Two policemen answered the call—one oldish and one young. They parked their car at the curb for all the neighbors to see and then they clomped up the front walk, but before they could ring the bell Karen’s mother opened the door. “Come in, officers! Thank you for arriving so promptly. You have no idea how . . .”
Karen thought her mother sounded silly. (“Officer” was such a fake word; it was like referring to a stranger as a “gentleman” just because he was listening.) All of a sudden this whole situation seemed silly: her mother rushing around the living room frantically slapping cushions and her father so serious and important and manly. The policemen chose the two most uncomfortable chairs in the room—matching ladder-back chairs that used to be Grandma Anton’s. They settled themselves with creaking sounds, perhaps from their stiff black leather holsters that seemed never to have been touched, much less opened; or from their uniforms that seemed made of something more rigid than mere fabric. The older man was small and wiry but the younger one was almost fat, with a babyish, whiskerless face. He was the one who asked the first questions. He asked for Lindy’s full name, her age, and her description, including what clothes she’d been wearing. (Black, was all anyone could say.) He wrote their answers in a spiral-topped stenographic pad you could buy at any Woolworth’s. His pen was a Paper-Mate, ballpoint, retractable.

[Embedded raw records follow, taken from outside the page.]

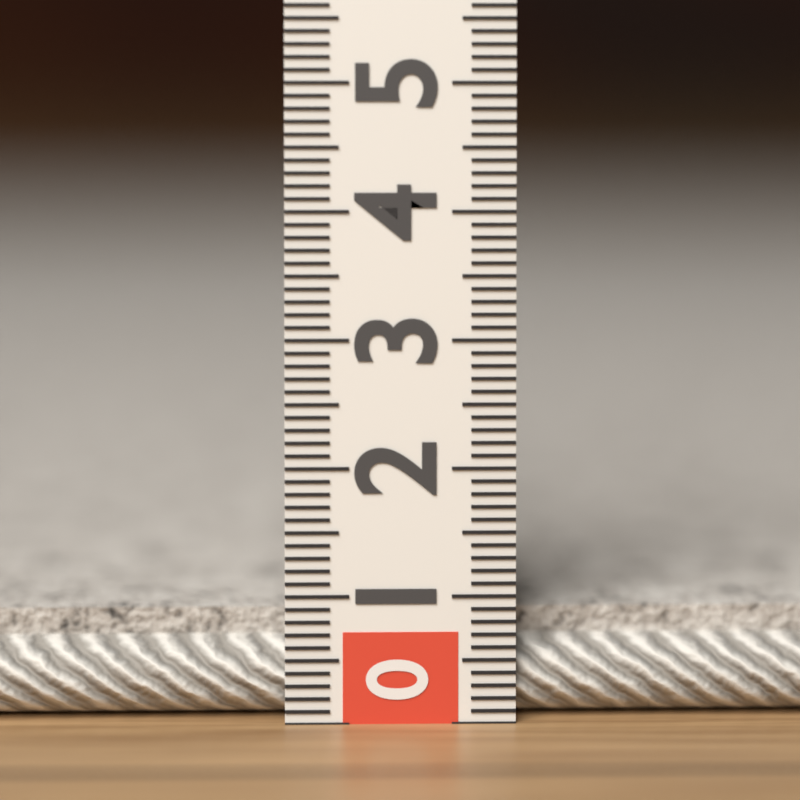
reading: 0.9 (no unit)
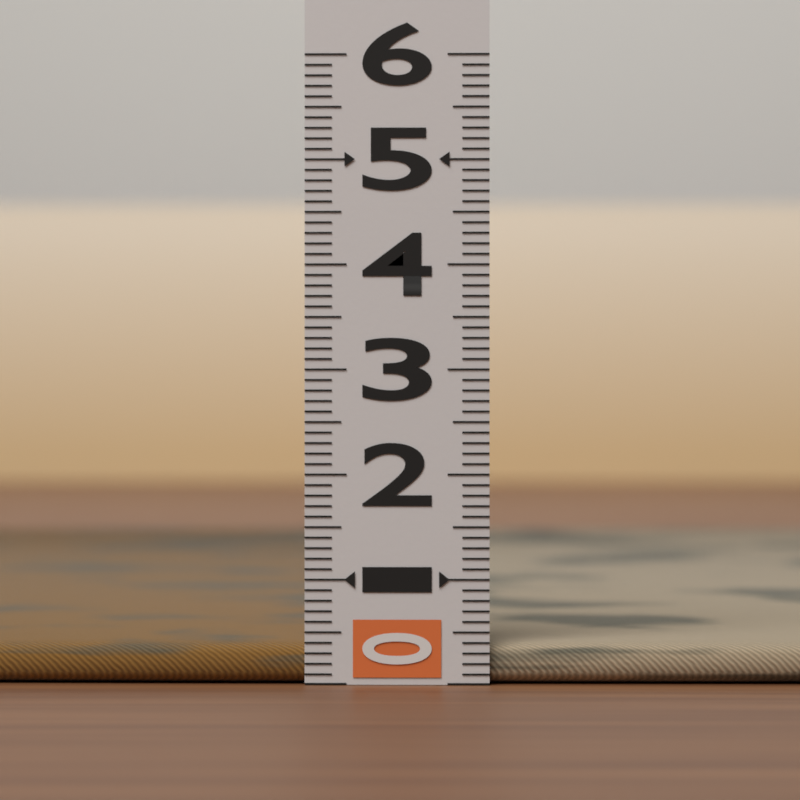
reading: 0.4 (no unit)
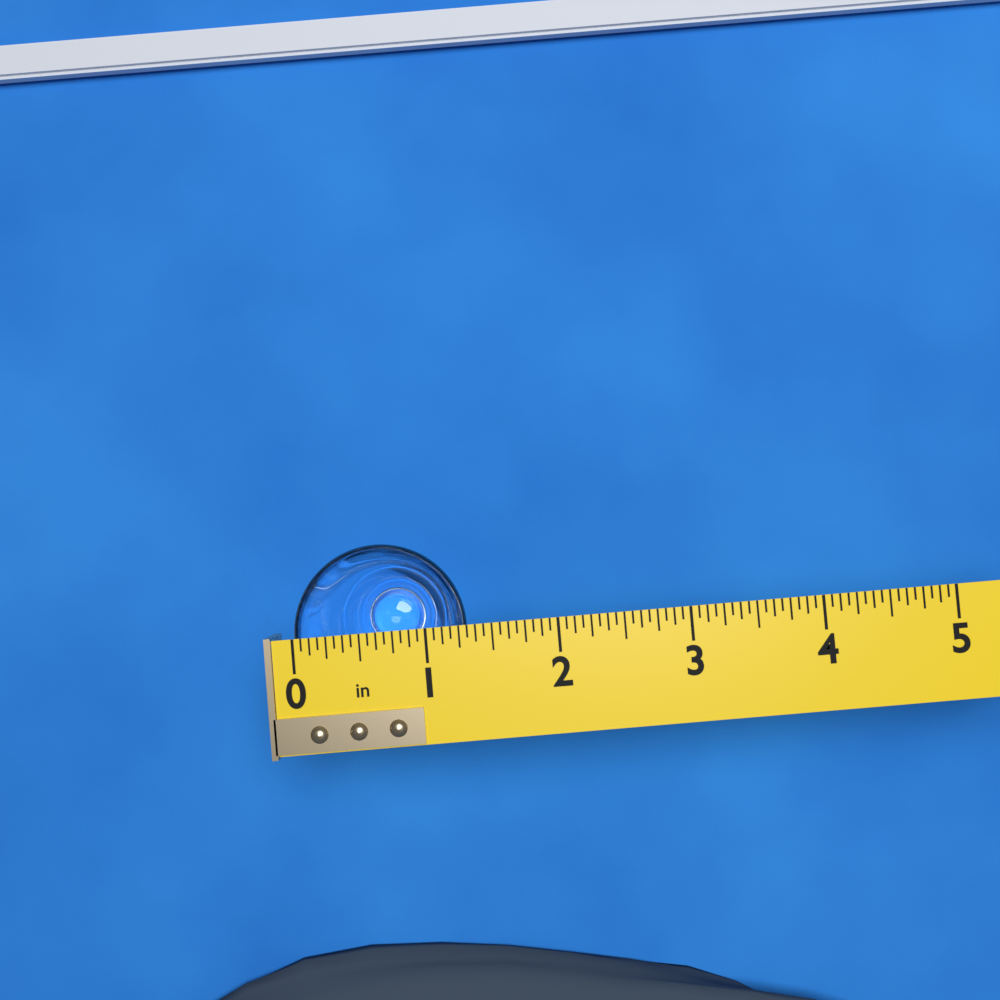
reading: 1.3125 in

“We see a lot of this,” the older one told her parents. “They take up with a boyfriend, start ignoring their curfews . . . Oftentimes where we find them is Elkton, Maryland. Running off to get married where the waiting period is shorter.”
“Oh, but I don’t believe there’s a boyfriend in the picture,” Karen’s mother said.
“Pardon me for saying this, ma’am, but the parents are generally the last to know.”
“See, Lindy’s more the type to go about with a crowd. A group of kids all together, not just one single boy.”
The younger man didn’t write this down, although Karen had expected him to. He glanced across at the older man, who said “I see” in a deeper voice than he’d been using up till now. “I see,” he said again, and then, “How many would she run around with at one time, would you estimate?”